2. Electron deficient species

  • Such species are molecules with fewer than 8 valence electrons. They hence have the potential to form dative bonds with other molecules
  • Common examples include BF₃, AlCl₃, BeCl₂
Chemical Bonding

3. Species with more than 8 valence electrons

  • Such species have the ability to expand their octet configuration and are elements found in period 3 onward. This is since period 3 elements and onwards have energetically accessible empty d-orbitals to accommodate more than 8 electrons.
  • Common examples are SF₆, PF₅, XeF₄
Chemical Bonding

Intermolecular Forces

The following table is a summary of the intermolecular forces for simple covalent molecules:

Type of Intermolecular Forces

Predominant Type of IMF Present

Instantaneous dipole-induced dipole (id-id) attractions (weakest)

Between all molecules (both non-polar and polar)

Permanent dipole-permanent dipole (pd-pd) attractions

Between polar molecules (Tip: molecules with net dipole moment)

Hydrogen Bonding (strongest)

Between a molecule with H bonded to F, O, or N and a molecule with lone pair of electrons on F, O, or N

Type of Intermolecular Forces

Factors Affecting IMF

Instantaneous dipole-induced dipole (id-id) attractions (weakest)

1. No. of electrons - The more electrons, the larger the atom’s electron cloud and the more easily the electron cloud is polarised,resulting in stronger id-id attractions
(Note: Do not use higher Mr although it implies a larger number of electrons. Use ‘number of electrons’.)

2. Surface area - straight-chain (more open structure) vs branched chain molecules (cluttered) Id-id attractions are more extensive for a straight-chain molecule due to its larger surface area.

Permanent dipole-permanent dipole (pd-pd) attractions

Magnitude of dipole moment.

Hydrogen Bonding (strongest)

1. No. of hydrogen bonds per molecule (which depends on the number of lone pairs of electrons on the F, O or N atom.The more lone pair the electronegative atom has, the stronger the hydrogen bonds.)

2. Electronegativity Difference.

Type of Intermolecular Forces Instantaneous dipole-induced dipole (id-id) attractions (weakest) Permanent dipole-permanent dipole (pd-pd) attractions Hydrogen Bonding (strongest)
Predominant Type of IMF Present Between all molecules (both non-polar and polar) Between polar molecules (Tip: molecules with net dipole moment) Between a molecule with H bonded to F, O, or N and a molecule with lone pair of electrons on F, O, or N
Factors Affecting IMF 1. No. of electrons - The more electrons, the larger the atom’s electron cloud and the more easily the electron cloud is polarised,resulting in stronger id-id attractions
(Note: Do not use higher Mr although it implies a larger number of electrons.

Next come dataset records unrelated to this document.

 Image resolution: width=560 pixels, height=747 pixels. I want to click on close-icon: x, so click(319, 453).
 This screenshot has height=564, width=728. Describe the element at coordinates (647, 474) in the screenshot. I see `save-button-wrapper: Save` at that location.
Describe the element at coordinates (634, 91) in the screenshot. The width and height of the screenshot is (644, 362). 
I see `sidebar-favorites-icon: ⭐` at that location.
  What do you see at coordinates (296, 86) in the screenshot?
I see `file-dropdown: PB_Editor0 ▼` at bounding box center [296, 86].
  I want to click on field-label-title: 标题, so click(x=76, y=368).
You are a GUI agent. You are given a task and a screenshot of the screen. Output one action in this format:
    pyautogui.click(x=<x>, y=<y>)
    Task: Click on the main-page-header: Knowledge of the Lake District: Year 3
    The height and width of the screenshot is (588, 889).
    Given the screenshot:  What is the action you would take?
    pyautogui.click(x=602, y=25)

Use ‘number of electrons’.)


2. Surface area - straight-chain (more open structure) vs branched chain molecules (cluttered) Id-id attractions are more extensive for a straight-chain molecule due to its larger surface area.
Magnitude of dipole moment. 1. No. of hydrogen bonds per molecule (which depends on the number of lone pairs of electrons on the F, O or N atom.The more lone pair the electronegative atom has, the stronger the hydrogen bonds.)

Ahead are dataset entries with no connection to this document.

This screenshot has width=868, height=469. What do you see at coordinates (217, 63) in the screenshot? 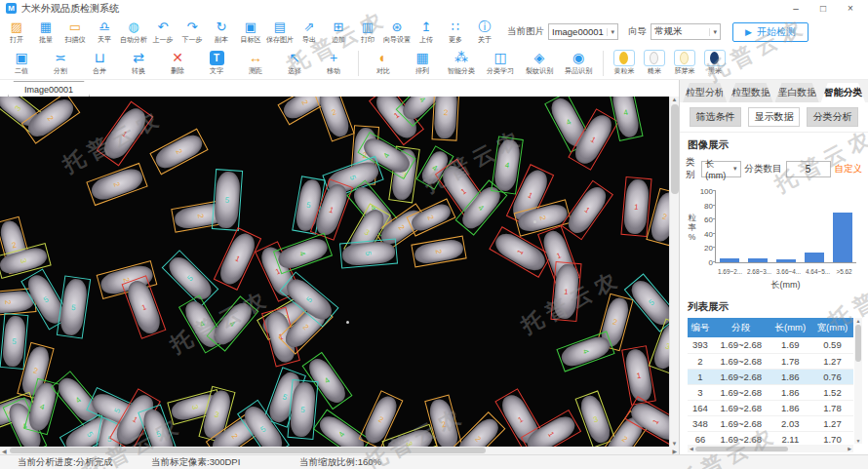
I see `toolbar-button-文字: T文字` at bounding box center [217, 63].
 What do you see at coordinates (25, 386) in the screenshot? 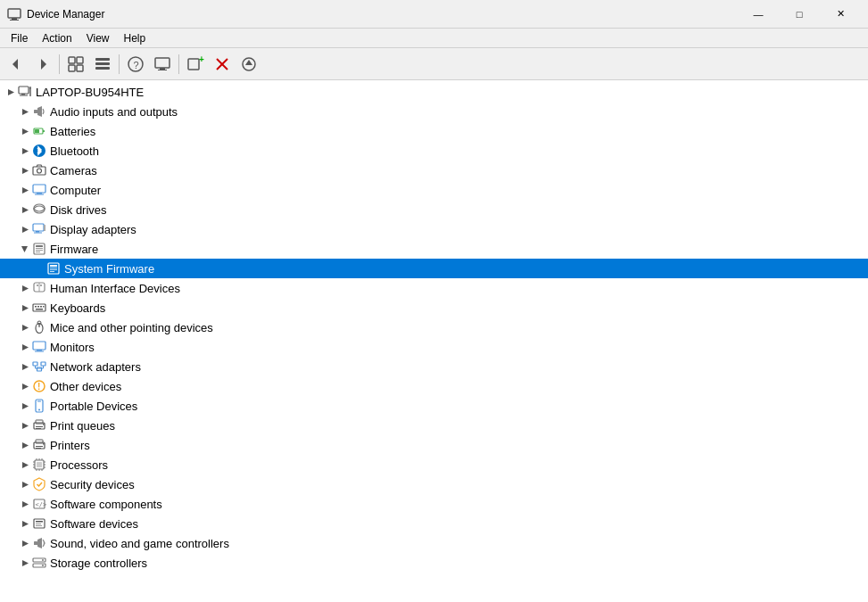
I see `other-expand-arrow` at bounding box center [25, 386].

2. Electronegativity Difference.

Special Things to Note:

  • Do take note that polar molecules (molecules with net dipole moment) consist of both id-id and pd-pd attractions. The boiling point of polar molecules is only higher than non-polar molecules when they have a comparable number of electrons.
  • When intramolecular hydrogen bonds are present, the intermolecular hydrogen bonds in the molecules are less extensive.